Can you explain how did you make it work please? The part involving the nested views and the navigation between them. I’m facing the same issue and have no clue what to do. @mbuster
The best way to understand nested views is to read the ui-router docs. Basically, you will have named views, and you will declare states with templates for each named view.
Here’s a code pen from @mhartington that illustrates it.
Past that, you may want to start a new thread for your question.
A number of popular apps use navigation stacks inside modals. My use case is very similar to this screen shot of the Nest thermostat settings modal, which contains a navigable hierarchy of list views for settings/preferences.

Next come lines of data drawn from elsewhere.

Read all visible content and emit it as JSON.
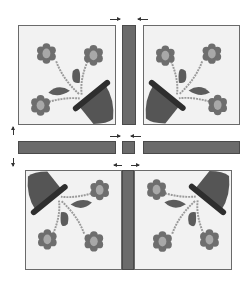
{
  "diagram": {
    "colors": {
      "background": "#f2f2f2",
      "sashing": "#6b6b6b",
      "petal": "#6e6e6e",
      "flower_center": "#a8a8a8",
      "pot": "#555555",
      "pot_rim": "#2e2e2e",
      "leaf": "#5c5c5c",
      "stem": "#9a9a9a"
    },
    "blocks": [
      {
        "id": "top-left",
        "pot_orientation": "bottom-right"
      },
      {
        "id": "top-right",
        "pot_orientation": "bottom-left"
      },
      {
        "id": "bottom-left",
        "pot_orientation": "top-right"
      },
      {
        "id": "bottom-right",
        "pot_orientation": "top-left"
      }
    ],
    "sashing": [
      "vertical-top",
      "horizontal-left",
      "cornerstone",
      "horizontal-right",
      "vertical-bottom"
    ],
    "arrows": [
      "join-top-sash",
      "join-cornerstone",
      "join-bottom-sash",
      "join-rows"
    ]
  }
}
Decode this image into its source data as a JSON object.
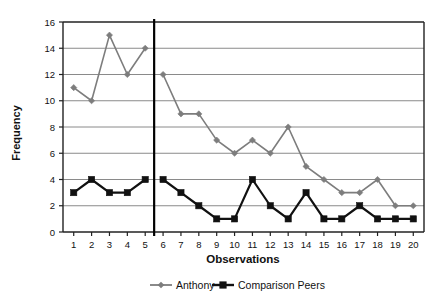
{
  "chart_data": {
    "type": "line",
    "title": "",
    "xlabel": "Observations",
    "ylabel": "Frequency",
    "x": [
      1,
      2,
      3,
      4,
      5,
      6,
      7,
      8,
      9,
      10,
      11,
      12,
      13,
      14,
      15,
      16,
      17,
      18,
      19,
      20
    ],
    "xtick_labels": [
      "1",
      "2",
      "3",
      "4",
      "5",
      "6",
      "7",
      "8",
      "9",
      "10",
      "11",
      "12",
      "13",
      "14",
      "15",
      "16",
      "17",
      "18",
      "19",
      "20"
    ],
    "ytick_labels": [
      "0",
      "2",
      "4",
      "6",
      "8",
      "10",
      "12",
      "14",
      "16"
    ],
    "ytick_values": [
      0,
      2,
      4,
      6,
      8,
      10,
      12,
      14,
      16
    ],
    "ylim": [
      0,
      16
    ],
    "xlim": [
      1,
      20
    ],
    "grid": "horizontal",
    "legend_position": "bottom",
    "series": [
      {
        "name": "Anthony",
        "color": "#7d7d7d",
        "marker": "diamond",
        "values": [
          11,
          10,
          15,
          12,
          14,
          12,
          9,
          9,
          7,
          6,
          7,
          6,
          8,
          5,
          4,
          3,
          3,
          4,
          2,
          2
        ]
      },
      {
        "name": "Comparison Peers",
        "color": "#111111",
        "marker": "square",
        "values": [
          3,
          4,
          3,
          3,
          4,
          4,
          3,
          2,
          1,
          1,
          4,
          2,
          1,
          3,
          1,
          1,
          2,
          1,
          1,
          1
        ]
      }
    ],
    "annotations": [
      {
        "type": "phase-change-line",
        "name": "phase-change-line",
        "orientation": "vertical",
        "x_between": [
          5,
          6
        ],
        "color": "#000000"
      }
    ]
  },
  "legend": {
    "items": [
      {
        "label": "Anthony",
        "color": "#7d7d7d",
        "marker": "diamond"
      },
      {
        "label": "Comparison Peers",
        "color": "#111111",
        "marker": "square"
      }
    ]
  },
  "axes": {
    "y_title": "Frequency",
    "x_title": "Observations"
  }
}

There are a number of other use-cases, such as sign-in/registration modals, walkthroughs, help topics/guides, etc where a working navbar would be useful inside a modal to display hierarchal information.
All that being said, I’ll put together a code pen to illustrate.
Here’s a pen with navigation “working” inside the modal, but with the ion-nav-bar not visible. If you manually remove the ‘invisible’ tag from the nag-bar in the inspector, it will appear, but not display the title, show the back button, etc.
Facebook’s Messenger app have navigation in a modal.
Just press on the “start new conversation” button on top-left of the side pane, then “Gruppo” (Groups) and you’ll see the navigation transition happening.
It somehow works if you change title e.g. with the $ionicNavBarDelegate. But besides being impracticle the nav bar title animation do not work.
A fix would be useful.
Hey @mhartington - can you provide some feedback on these follow up questions and feedback?
Primarily, I think it’d be good to get an official stance on this issue. Is it something that you’re talking about internally? Will it be addressed eventually? Or is it something the Ionic team isn’t interested in pursuing?
If the case is that even with evidence that this isn’t an uncommon practice you’re still against incorporating it in Ionic, is there advice you could give on creating a community module that does allow navigation within the modal? Or point us in the right direction towards similar Ionic internals that could be emulated?
Ultimately the preference is to see this end up in Ionic core, but i’d like to try and extend Ionic myself to get this functionality in the meantime if necessary. I’m using Ionic for a few projects and would like to continue doing so - and this modal pattern is the way one of the apps i’m working on was designed.